Breed Book 4, Part 15

Well, fudge. I started this not expecting I’d get to the 1/4 of a novel point while protests were still ongoing, an embarrassing failure of imagination, for a writer. Regular readers will notice I’ve struggled the last four years to finish even a first draft of anything; irregular readers will, too, provided they’ve maintained object permanence, and if not, hello for the first time you remember!

I’m going to try and keep going. I’ll admit, the steam went out of the balloon a bit after I got through the dramatic part of the protest. But fuck Yoda, try I will, to keep going. First up is the mirrored side of these first fourteen chapters, what Rox and her outlaws are up to while the rest of the gang protest. After that, we’ll roll into an assassination plot, probably going back to the usual back and forth. Not sure where this goes, honestly, but with luck I’ll ride the train all the way through to the end.

Without luck, I will be hit by a hearse dragging behind it a trailer full of open ladders and extra fragile mirrors, driven by a black cat; fingers crossed, everybody.

Fifteen

Mahmoud got drunk, once, when his ability first started to manifest. He thought he was insane. He could hear the toaster complaining about the brand of bagels they bought, knew the television wasn’t happy with the extension cord it was plugged into. His dad drank, to take the edge off, to take all the crap he dealt with in his day to day and cram it down deep enough he could still be a dad, still provide emotionally for his family. Mahmoud needed that, if only for an afternoon, one single, solitary afternoon where it didn’t feel like his brain was melting, when he didn’t have to be terrorized about the day when his family found out and had him committed. He puked his guts out, so comically his dad laughed at him rather than punish him further. But that afternoon, for the first time in a long time, he couldn’t hear the machines, couldn’t feel their… not exactly thoughts, but noise. Buzzing.
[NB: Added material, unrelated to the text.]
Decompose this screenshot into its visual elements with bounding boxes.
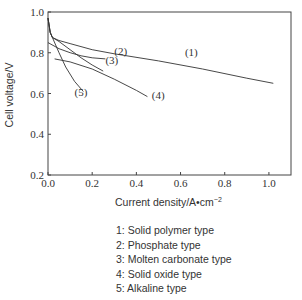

Being in Guantanimo was a lot like that. For one, they had him buried deep, in the ground, with thick concrete walls. This entire wing of the prison had been redesigned with technopaths like him in mind, because if they could get so much as a radio signal, they could communicate with the outside world, and tell them what, exactly, had been done to them. In Mahmoud’s case, an American minor was spirited away without any notification for his family; they believed he died during an attack on an NSA base compiling information on other Breed like him. His friends, too, believed he was gone. Otherwise, he liked to tell himself, at least when the drugs were starting to wear thin and he could think straight, they’d have come for him. It was a white lie he told himself, one that in his worse moments he struggled to believe. He’d known them only a few weeks, and yes, they broke into a government facility together, but they left him behind, to die. Okay, so, more he locked them out and himself in, and told them to go… but sometimes the worst voice in your head is your own.

The other way that Guantanimo was like being a drunk was the cocktail they kept in his IV, a steady drip of meds designed to keep him from thinking straight, so if say a plane flew too close, or a boat with a radio sailed nearby, he couldn’t hijack it. The drugs made his body feel like sludge, which at least made it harder to tell when he went to the bathroom. He didn’t have enough muscle control to hold anything in, so his body just periodically dropped his waste, but the drugs made it harder to know when it ran down his leg. It was a small mercy, the only kind that he got in this place.

Back before they started drugging him, he was on a hunger strike. Periodically, they’d force-feed him, hold him down and sedate him, then keep holding while they shoved a tube down his throat. It was the worst thing that had ever been done to him, and yet, it was better than surrender, better than letting win. Sometime after the drugs they installed a feeding tube in his side. Sure, it was another violation, but it felt gentler, somehow, maybe because it didn’t come with regular intervals of being brutalized by the guards; in fact, they’d beaten him less, since it was installed, because of the paperwork involved if it got infected.

His old life- really, his only life, because existing in this cell sure as hell didn’t qualify- felt like a dream, It was so distant. He remembered the warmth of the sun on his face, the smile of his friends, the tingle of new electronics he was hearing for the first time. Only the last one wasn’t a memory, and it wasn’t new.

He remembered a debate among technopaths at the school, one where they realized midway through that the debate was down to the fact that technopaths pick up on different things, but no two electronics are alike. Small, subtle differences in the soldering, imperfections in the molding and various other tiny introductions of chaos into production meant each was unique. Sure, if you got two from the same production line, on the same day, produced within minutes they might be close, in the same way siblings often bear a strong resemblance to one another. But he recognized this cell phone, even if he remembered hearing electronic chatter that it’s owner was dead.

That didn’t matter. A signal meant he could call out, meant he could tell his friends he was alive, meant… he could say goodbye. It was suicide, breaking into a U.S. base on Cuban soil. He couldn’t ask them to, couldn’t even tell them enough that they could attempt it. So far as they knew, he’d been dead this whole time. He was a ghost already. No point in making his friends ghosts, too. But it was nice, the thought that he could at least tell them what they meant, could hear them, one last time, before finally letting go.